There is a great risk of PRC aggression in the Taiwan Strait during the 2024 US Presidential election. Imagine the chaos China could sow during the lame duck period between election day in November 2024 and inauguration day in January 2025, particularly if there is a change of Administrations. Therefore, the US should publicly release a bipartisan statement before election day outlining exactly how it would respond to a crisis in the Taiwan Strait to deter any PRC aggression.
Only through strength will the US avoid a kinetic war with the PRC. In the 4 cases where nations “beat” the Thucydides Trap, 2 involved America (US-UK in early 20th century and US-USSR in the Cold War)[x]. The US has a proven track record of promoting peace and prosperity in a dangerous world. The US and the PRC should promote significant people-to-people exchanges, like collocating on space exploration, even as tensions run hot. Our greatest route to avoiding war is through the shared empathy of our peoples.
In conclusion, the United States faces a critical juncture in its grand strategy towards China, the most formidable geopolitical rival it has ever encountered. The urgency of the situation necessitates a multifaceted and proactive approach. America must swiftly pivot its focus from existing conflicts to the looming challenge posed by China, a nation that not only seeks to reshape the international order but is rapidly gaining the capacity to do so. The specter of the Thucydides Trap looms large, with historical precedents underscoring the high likelihood of conflict between a rising and an incumbent power.
The strategies to navigate this complex landscape are clear yet demanding. The US must sprint through the imminent danger zone of the 2020s, leading a global alliance against China's rise while simultaneously bolstering its own domestic capabilities. This involves revitalizing the American industrial base, reshoring critical supply chains, and maintaining military superiority in the Indo-Pacific. The approach must balance firm resistance to China's aggressive tactics with efforts to outrun its economic and technological advancements.
Central to this strategy is the acknowledgment that while the CCP’S autocratic regime may eventually crumble, the US must first endure and outlast them.

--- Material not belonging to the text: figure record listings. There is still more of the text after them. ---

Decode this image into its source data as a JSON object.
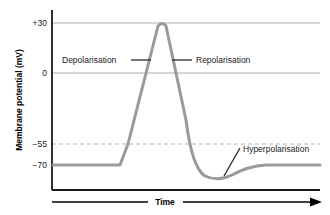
{
  "chart_data": {
    "type": "line",
    "title": "",
    "xlabel": "Time",
    "ylabel": "Membrane potential (mV)",
    "yticks": [
      {
        "label": "+30",
        "value": 30,
        "y": 23,
        "gridline": "solid"
      },
      {
        "label": "0",
        "value": 0,
        "y": 73,
        "gridline": "solid"
      },
      {
        "label": "−55",
        "value": -55,
        "y": 144,
        "gridline": "dashed"
      },
      {
        "label": "−70",
        "value": -70,
        "y": 165,
        "gridline": "none"
      }
    ],
    "ylim": [
      -85,
      40
    ],
    "xlim": [
      0,
      100
    ],
    "grid": true,
    "legend": false,
    "series": [
      {
        "name": "Action potential",
        "color": "#9a9a9a",
        "points": [
          {
            "x": 0,
            "mV": -70
          },
          {
            "x": 25,
            "mV": -70
          },
          {
            "x": 29,
            "mV": -55
          },
          {
            "x": 44,
            "mV": 30
          },
          {
            "x": 47,
            "mV": 30
          },
          {
            "x": 56,
            "mV": -55
          },
          {
            "x": 62,
            "mV": -80
          },
          {
            "x": 70,
            "mV": -84
          },
          {
            "x": 80,
            "mV": -78
          },
          {
            "x": 88,
            "mV": -71
          },
          {
            "x": 100,
            "mV": -70
          }
        ],
        "path": "M 53,165 L 120,165 L 128,144 L 158,26 Q 162,21 166,26 L 186,120 Q 192,168 205,176 Q 218,182 232,175 Q 248,166 266,165 L 320,165"
      }
    ],
    "annotations": [
      {
        "name": "depolarisation",
        "text": "Depolarisation",
        "text_x": 62,
        "text_y": 63,
        "leader": {
          "x1": 131,
          "y1": 60,
          "x2": 151,
          "y2": 60
        }
      },
      {
        "name": "repolarisation",
        "text": "Repolarisation",
        "text_x": 196,
        "text_y": 63,
        "leader": {
          "x1": 172,
          "y1": 60,
          "x2": 192,
          "y2": 60
        }
      },
      {
        "name": "hyperpolarisation",
        "text": "Hyperpolarisation",
        "text_x": 243,
        "text_y": 152,
        "leader": {
          "x1": 240,
          "y1": 148,
          "x2": 224,
          "y2": 176
        }
      }
    ],
    "axes": {
      "y_axis": {
        "x": 52,
        "y_top": 10,
        "y_bottom": 190
      },
      "x_axis": {
        "y": 190,
        "x_left": 52,
        "x_right": 320
      },
      "gridline_right": 320
    },
    "time_arrow": {
      "label": "Time",
      "x_start": 52,
      "x_end": 322,
      "y": 202
    },
    "colors": {
      "curve": "#9a9a9a",
      "gridline": "#c8c8c8",
      "axis": "#1a1a1a",
      "text": "#1a1a1a",
      "background": "#ffffff"
    }
  }
}
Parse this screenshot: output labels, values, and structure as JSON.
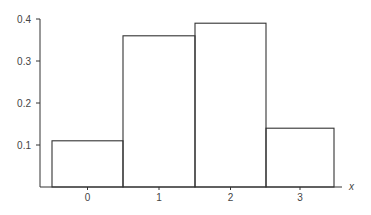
{
  "chart_data": {
    "type": "bar",
    "title": "",
    "xlabel": "x",
    "ylabel": "",
    "categories": [
      "0",
      "1",
      "2",
      "3"
    ],
    "values": [
      0.11,
      0.36,
      0.39,
      0.14
    ],
    "ylim": [
      0,
      0.4
    ],
    "yticks": [
      "0.1",
      "0.2",
      "0.3",
      "0.4"
    ],
    "grid": false,
    "legend": null,
    "style": "histogram outline, no fill"
  }
}
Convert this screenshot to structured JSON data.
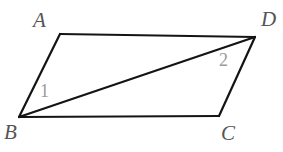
{
  "figure": {
    "background_color": "#ffffff",
    "stroke_color": "#141414",
    "stroke_width": 2.2,
    "vertex_label_color": "#555555",
    "angle_label_color": "#9a9a9a",
    "vertices": {
      "A": {
        "label": "A",
        "x": 60,
        "y": 34
      },
      "D": {
        "label": "D",
        "x": 255,
        "y": 37
      },
      "B": {
        "label": "B",
        "x": 19,
        "y": 117
      },
      "C": {
        "label": "C",
        "x": 219,
        "y": 116
      }
    },
    "edges": [
      {
        "name": "edge-AD",
        "from": "A",
        "to": "D"
      },
      {
        "name": "edge-AB",
        "from": "A",
        "to": "B"
      },
      {
        "name": "edge-BC",
        "from": "B",
        "to": "C"
      },
      {
        "name": "edge-CD",
        "from": "C",
        "to": "D"
      }
    ],
    "diagonal": {
      "name": "diagonal-BD",
      "from": "B",
      "to": "D"
    },
    "angles": [
      {
        "label": "1",
        "at_vertex": "B",
        "x": 45,
        "y": 92
      },
      {
        "label": "2",
        "at_vertex": "D",
        "x": 225,
        "y": 61
      }
    ]
  }
}
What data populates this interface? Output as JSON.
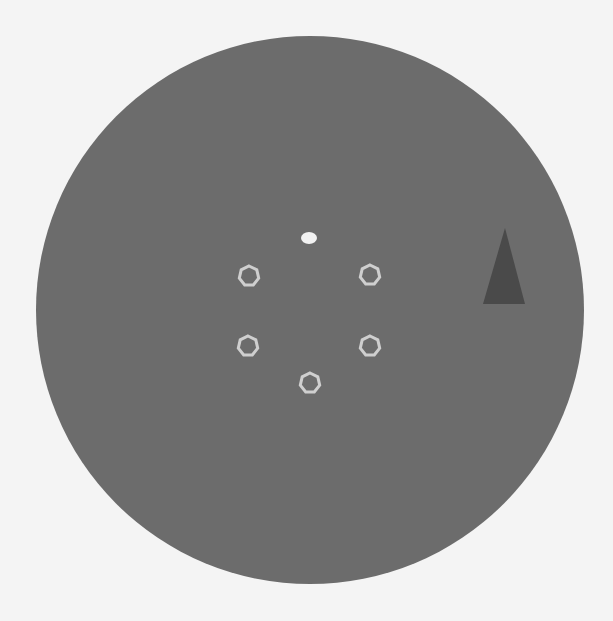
{
  "scene": {
    "background_color": "#f4f4f4",
    "arena": {
      "shape": "circle",
      "cx": 310,
      "cy": 310,
      "r": 274,
      "color": "#6c6c6c"
    },
    "player": {
      "name": "white-blob",
      "x": 309,
      "y": 238,
      "color": "#f2f2f2"
    },
    "targets": [
      {
        "x": 249,
        "y": 276
      },
      {
        "x": 370,
        "y": 275
      },
      {
        "x": 248,
        "y": 346
      },
      {
        "x": 370,
        "y": 346
      },
      {
        "x": 310,
        "y": 383
      }
    ],
    "target_style": {
      "radius": 10,
      "stroke": "#cfcfcf",
      "stroke_width": 3
    },
    "marker": {
      "shape": "triangle",
      "points": "505,228 483,304 525,304",
      "color": "#4a4a4a"
    }
  }
}
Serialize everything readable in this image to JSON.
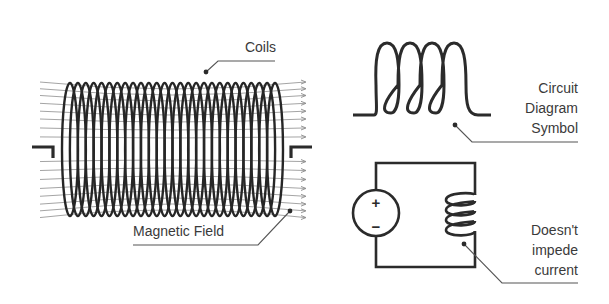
{
  "diagram": {
    "colors": {
      "background": "#ffffff",
      "ink": "#262626",
      "field_lines": "#9a9a9a",
      "label_text": "#3a3a3a",
      "leader_lines": "#555555"
    },
    "solenoid": {
      "label": "Coils",
      "field_label": "Magnetic Field",
      "turns": 27,
      "x_start": 62,
      "x_end": 283,
      "y_top": 83,
      "y_bottom": 216,
      "lead_left": {
        "x1": 32,
        "x2": 53,
        "y": 147
      },
      "lead_right": {
        "x1": 291,
        "x2": 312,
        "y": 147
      },
      "field_line_ys": [
        89,
        95,
        101,
        108,
        115,
        122,
        130,
        138,
        160,
        168,
        176,
        184,
        191,
        198,
        204,
        210
      ]
    },
    "circuit_symbol": {
      "label_lines": [
        "Circuit",
        "Diagram",
        "Symbol"
      ],
      "loops": 4,
      "baseline_y": 115,
      "x_start": 353,
      "x_end": 491,
      "loop_top": 43
    },
    "circuit": {
      "label_lines": [
        "Doesn't",
        "impede",
        "current"
      ],
      "source": {
        "type": "voltage-source",
        "plus": "+",
        "minus": "−"
      },
      "rect": {
        "left": 376,
        "right": 475,
        "top": 163,
        "bottom": 267
      },
      "inductor_loops": 4
    },
    "annotations": [
      {
        "id": "coils",
        "text": "Coils",
        "dot": [
          206,
          72
        ],
        "elbow": [
          218,
          61
        ],
        "end": [
          275,
          61
        ]
      },
      {
        "id": "magnetic-field",
        "text": "Magnetic Field",
        "dot": [
          290,
          211
        ],
        "elbow": [
          258,
          245
        ],
        "end": [
          133,
          245
        ]
      },
      {
        "id": "circuit-symbol",
        "dot": [
          455,
          125
        ],
        "elbow": [
          472,
          142
        ],
        "end": [
          578,
          142
        ]
      },
      {
        "id": "doesnt-impede",
        "dot": [
          464,
          244
        ],
        "elbow": [
          502,
          283
        ],
        "end": [
          578,
          283
        ]
      }
    ]
  }
}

The ultimate goal is to demonstrate the enduring superiority of the democratic capitalist system over autocracy, safeguarding American interests and values. The path ahead is fraught with challenges, but history has shown that the US possesses the resilience and strategic acumen to navigate such geopolitical waters, emerging stronger and more united in the face of adversity.
1. Introduction
2. Global trading alliance network
3. China
4. Russia
5. Middle East
6. Mexico
7. India
[1] Brands, Hal, and Michael Beckley. Danger Zone: The Coming Conflict with China. W. W. Norton & Company, 2023.
[i] https://media.defense.gov/2023/Oct/19/2003323409/-1/-1/1/2023-MILITARY-AND-SECURITY-DEVELOPMENTS-INVOLVING-THE-PEOPLES-REPUBLIC-OF-CHINA.PDF
[ii] Allison, Graham T. Destined for War: Can America and The PRC Escape Thucydides’s Trap? 2017.

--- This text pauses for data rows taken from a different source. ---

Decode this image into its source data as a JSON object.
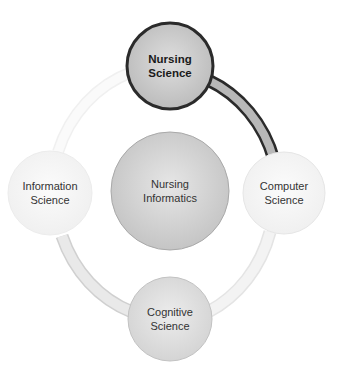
{
  "diagram": {
    "center": {
      "line1": "Nursing",
      "line2": "Informatics"
    },
    "nodes": [
      {
        "id": "nursing-science",
        "line1": "Nursing",
        "line2": "Science",
        "highlighted": true
      },
      {
        "id": "computer-science",
        "line1": "Computer",
        "line2": "Science",
        "highlighted": false
      },
      {
        "id": "cognitive-science",
        "line1": "Cognitive",
        "line2": "Science",
        "highlighted": false
      },
      {
        "id": "information-science",
        "line1": "Information",
        "line2": "Science",
        "highlighted": false
      }
    ],
    "colors": {
      "highlight_fill": "#c4c4c4",
      "highlight_stroke": "#2b2b2b",
      "center_fill": "#cfcfcf",
      "node_fill": "#f6f6f6",
      "ring_fill": "#ededed",
      "ring_stroke": "#d9d9d9"
    }
  }
}
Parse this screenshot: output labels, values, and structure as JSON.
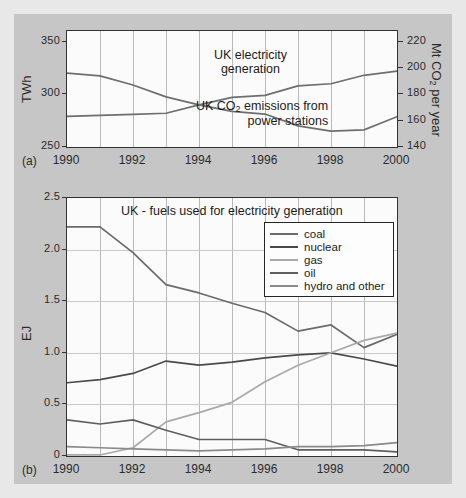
{
  "figure": {
    "background_color": "#c6c6c6",
    "plot_background_color": "#fbfbfb"
  },
  "chart_data": [
    {
      "id": "chart-a",
      "panel_letter": "(a)",
      "type": "line",
      "title": "",
      "xlabel": "",
      "ylabel": "TWh",
      "ylabel_right": "Mt CO2 per year",
      "ylabel_right_parts": {
        "pre": "Mt CO",
        "sub": "2",
        "post": " per year"
      },
      "x": [
        1990,
        1991,
        1992,
        1993,
        1994,
        1995,
        1996,
        1997,
        1998,
        1999,
        2000
      ],
      "xticks": [
        1990,
        1992,
        1994,
        1996,
        1998,
        2000
      ],
      "xticklabels": [
        "1990",
        "1992",
        "1994",
        "1996",
        "1998",
        "2000"
      ],
      "xlim": [
        1990,
        2000
      ],
      "ylim": [
        250,
        360
      ],
      "yticks": [
        250,
        300,
        350
      ],
      "yticklabels": [
        "250",
        "300",
        "350"
      ],
      "ylim_right": [
        140,
        228
      ],
      "yticks_right": [
        140,
        160,
        180,
        200,
        220
      ],
      "yticklabels_right": [
        "140",
        "160",
        "180",
        "200",
        "220"
      ],
      "grid": "vertical",
      "series": [
        {
          "name": "UK CO2 emissions from power stations",
          "label_lines": [
            "UK CO2 emissions from",
            "power stations"
          ],
          "axis": "right",
          "color": "#6e6e6e",
          "values": [
            196,
            194,
            187,
            178,
            172,
            167,
            165,
            156,
            152,
            153,
            163
          ]
        },
        {
          "name": "UK electricity generation",
          "label_lines": [
            "UK electricity",
            "generation"
          ],
          "axis": "left",
          "color": "#6e6e6e",
          "values": [
            279,
            280,
            281,
            282,
            290,
            297,
            299,
            308,
            310,
            318,
            322
          ]
        }
      ],
      "annotations": [
        {
          "text_lines": [
            "UK electricity",
            "generation"
          ]
        },
        {
          "text_lines": [
            "UK CO2 emissions from",
            "power stations"
          ]
        }
      ]
    },
    {
      "id": "chart-b",
      "panel_letter": "(b)",
      "type": "line",
      "title": "UK - fuels used for electricity generation",
      "xlabel": "",
      "ylabel": "EJ",
      "x": [
        1990,
        1991,
        1992,
        1993,
        1994,
        1995,
        1996,
        1997,
        1998,
        1999,
        2000
      ],
      "xticks": [
        1990,
        1992,
        1994,
        1996,
        1998,
        2000
      ],
      "xticklabels": [
        "1990",
        "1992",
        "1994",
        "1996",
        "1998",
        "2000"
      ],
      "xlim": [
        1990,
        2000
      ],
      "ylim": [
        0,
        2.5
      ],
      "yticks": [
        0,
        0.5,
        1.0,
        1.5,
        2.0,
        2.5
      ],
      "yticklabels": [
        "0",
        "0.5",
        "1.0",
        "1.5",
        "2.0",
        "2.5"
      ],
      "grid": "both",
      "legend_position": "upper-right",
      "series": [
        {
          "name": "coal",
          "color": "#6b6b6b",
          "values": [
            2.22,
            2.22,
            1.97,
            1.66,
            1.58,
            1.48,
            1.39,
            1.21,
            1.27,
            1.05,
            1.18
          ]
        },
        {
          "name": "nuclear",
          "color": "#4a4a4a",
          "values": [
            0.71,
            0.74,
            0.8,
            0.92,
            0.88,
            0.91,
            0.95,
            0.98,
            1.0,
            0.94,
            0.87
          ]
        },
        {
          "name": "gas",
          "color": "#a9a9a9",
          "values": [
            0.01,
            0.01,
            0.08,
            0.33,
            0.42,
            0.52,
            0.72,
            0.88,
            1.0,
            1.12,
            1.19
          ]
        },
        {
          "name": "oil",
          "color": "#5f5f5f",
          "values": [
            0.35,
            0.31,
            0.35,
            0.25,
            0.16,
            0.16,
            0.16,
            0.06,
            0.06,
            0.06,
            0.04
          ]
        },
        {
          "name": "hydro and other",
          "color": "#8a8a8a",
          "values": [
            0.09,
            0.08,
            0.07,
            0.06,
            0.05,
            0.06,
            0.07,
            0.09,
            0.09,
            0.1,
            0.13
          ]
        }
      ]
    }
  ]
}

[iii] https://direct.mit.edu/isec/article/48/1/7/117122/The-Peril-of-Peaking-Powers-Economic-Slowdowns-and
[iv] https://americancompass.org/policy-brief-end-permanent-normal-trade-relations-with-china/
[v] The Economist
[vi] The Economist
[vii] https://www.caixinglobal.com/2023-11-25/weekend-long-read-zhou-xiaochuan-weighs-in-on-the-bri-debate-102139237.html
[viii] US EIA
[ix] https://multimedia.scmp.com/news/china/article/One-Belt-One-Road/gasPipeline.html
[x] Allison, Graham T. Destined for War: Can America and The PRC Escape Thucydides’s Trap? 2017.